June Jacobs by Jenni Frazer for the JC July 2018
In the 80s and 90s, if you were at a Jewish public meeting and June Jacobs walked in, you knew you were in for a treat.
Inevitably, June’s contribution — from a defiantly left-of-centre perspective — raised the hackles of many present. Some, it is true, merely disagreed with her politically.
But many men at these meetings — and they were overwhelmingly male-dominated — seemed personally affronted that a woman — and a strikingly attractive woman, too, not someone they could write off with rude jokes or gestures — had the temerity to be intelligent, too.
It is a measure of June’s extraordinary reach that among those her family first chose to apprise of her death were Palestinian politicians and a strictly Orthodox rabbi — all of whom, I am sure, will equally mourn her.
I first encountered June — and there was nothing grand about her, she was always “June” rather than “Mrs Jacobs” — at a Soviet Jewry event at St Martin’s-in-the-Fields. Playwright Tom Stoppard was there, I think, giving a reading; and members of the 35s, the Women’s Campaign for Soviet Jewry, were there, too.
June was founder and first chair of the National Council for Soviet Jews and was on familiar terms with every refusenik you could think of, regularly travelling to Moscow and Leningrad to meet and help those who desperately wanted to leave.

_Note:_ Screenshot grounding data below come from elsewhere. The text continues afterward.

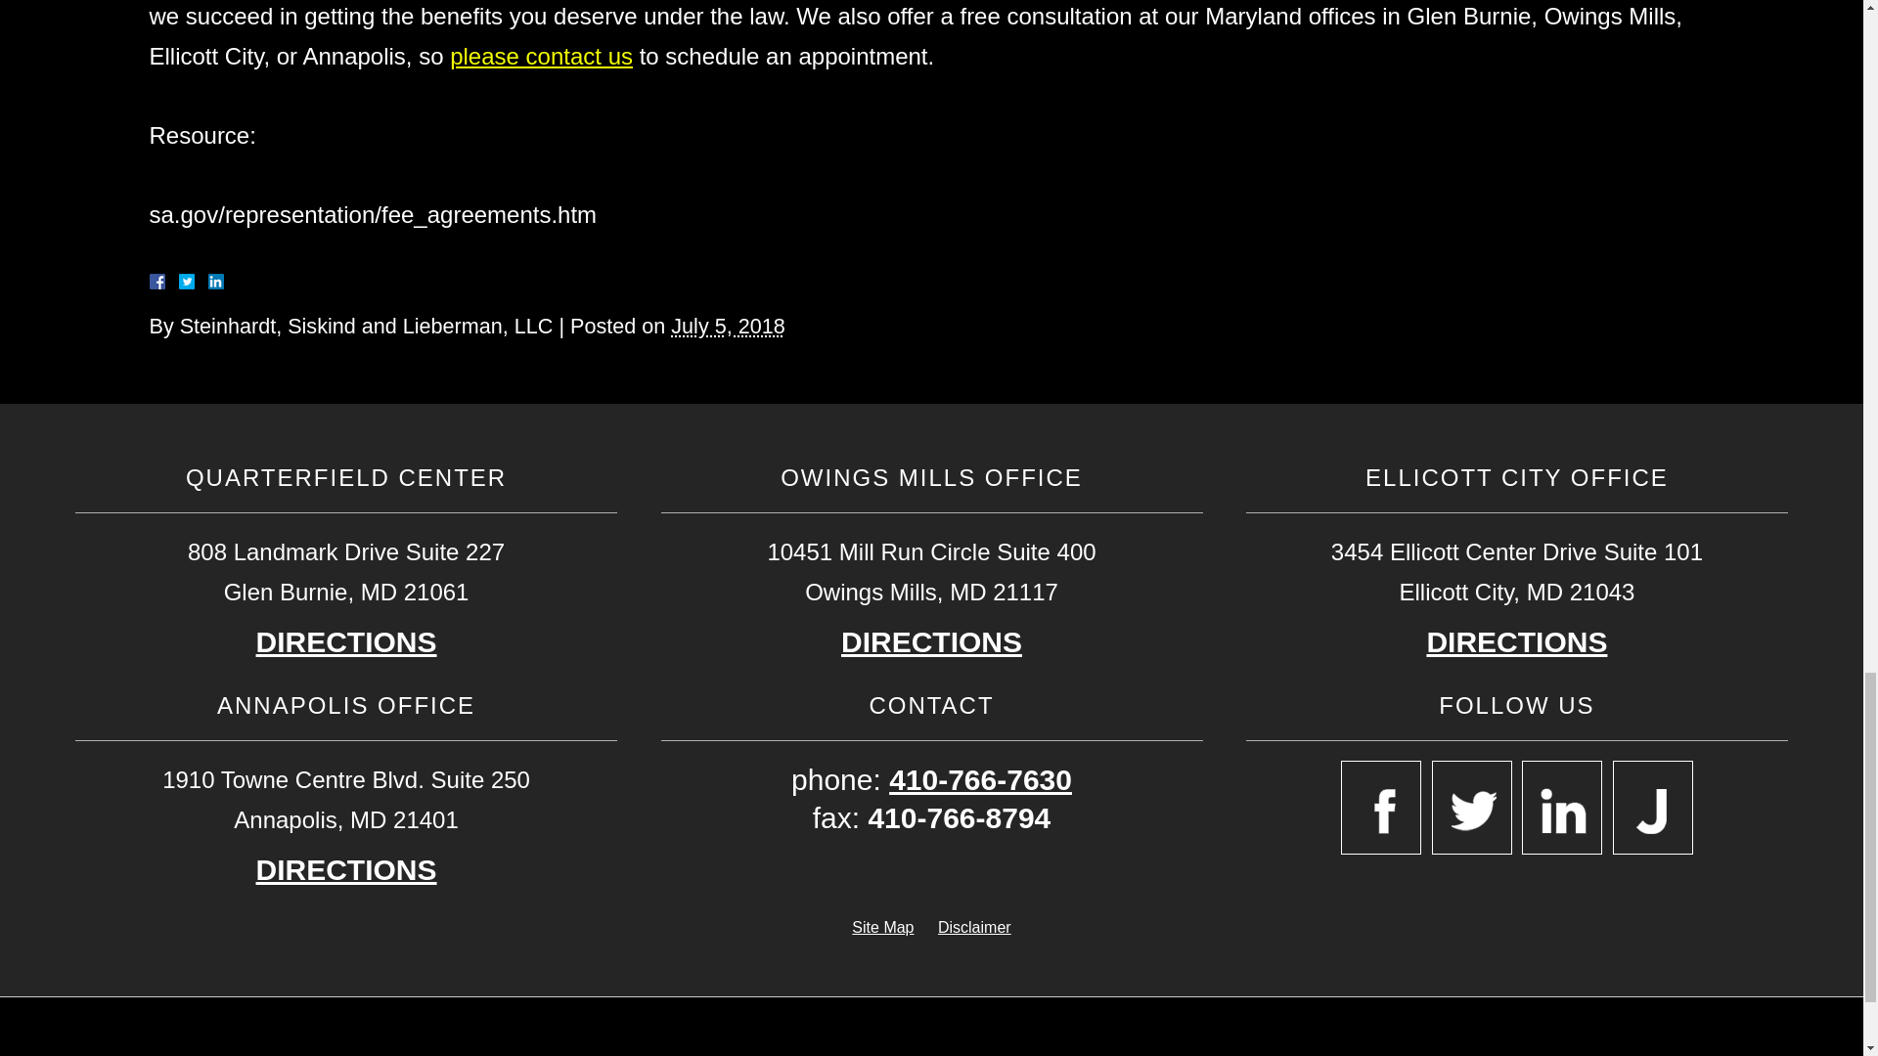  I want to click on Open Google Map In New Window, so click(346, 642).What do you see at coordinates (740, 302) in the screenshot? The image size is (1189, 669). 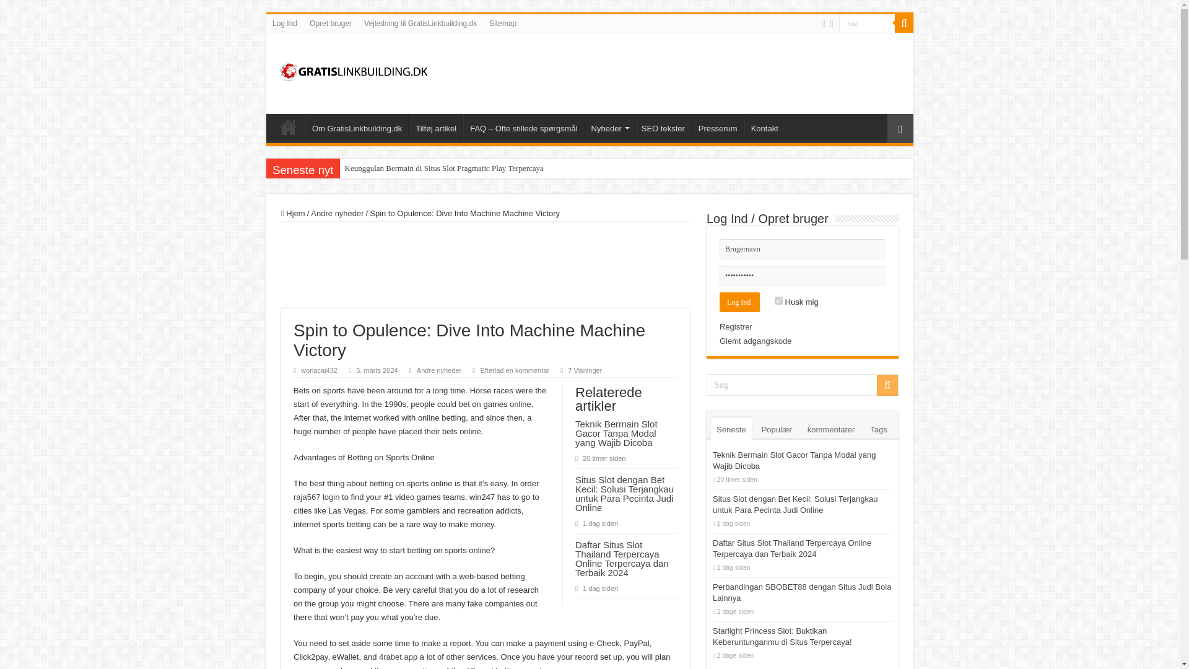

But even after the success of the Soviet Jewry campaign, when she became president of the International Council of Jewish Women, her heart, I think, was with Israeli politics and the peace camp of the left.
One of her specialities was her generous open-handedness, characterised by the legendary kitchen suppers she would hold in the basement of the Camden house she had lived in for decades. Saying vaguely, “I can’t cook, you know, there are just a few bits”, June would lay on a small banquet with enough food to feed hundreds, welcoming everyone with down-to-earth hospitality. Israeli politicians were frequent visitors and June knew not just the front-of-stage “stars”, but also the backroom boys, the movers and shakers who made things happen.
She came over as slightly dithery, though she was anything but. Think of a British Jewish version of Lucille Ball, and you’re getting close. Add a great sense of style and dress, and always, always, a carrier bag full of vital papers.
She had a wicked sense of humour and frequently enlivened dull meetings for me by telling me glorious, unreportable and unrepeatable gossip about the protagonists. I can hear her now, her blonde hair always immaculately styled, cracking up laughing about some slightly pompous Jewish community leader.
And she was a ferocious letter-writer, too, principally to the JC, but often elsewhere. That was the thing about June — she owed nothing to anyone, so she didn’t care about offending anyone. She was overwhelmingly her own person, beholden to no communal macher, content to plough her own furrow. She wasn’t rich, but she managed a fearsome travel schedule, slotting in two or three obligations on one trip so that one event subsidised another. Every time I met her she was off somewhere else, often to Latin America, with a travel itinerary few people half her age could manage.
The community establishment, I think, didn’t know what to make of June Jacobs. She was a maverick, a woman who wouldn’t behave like a quiescent housewife, but a woman who was determined to have her say. She made other women feel better and more confident about being independent of mind and spirit, in the days when “feminism” was a dirty word, and when you could write the number of strong-minded Jewish women leaders on the back of a postage stamp. I also think she paved the way for some of the tough-minded women we are fortunate to have in our community today: because I am as certain as can be that without June, there would be no Marie van der Zyl, no Laura Marks, no Louise Jacobs.
And as for those endless, dreary, prolix, communal meetings… if I encountered June Jacobs there it brightened up my day entirely. Ten minutes of conversation with June would cheer me up, even as she was helping me to learn who to trust — and to whom I should never give the time of day.
In short — and this fond tribute must necessarily be so — there was no-one quite like June. Men and women alike — not everyone, of course, she had her enemies, too — spoke warmly of her, as once met, never forgot. She made an impact and she made a difference, and that is something to which we could all aspire. She will be greatly missed.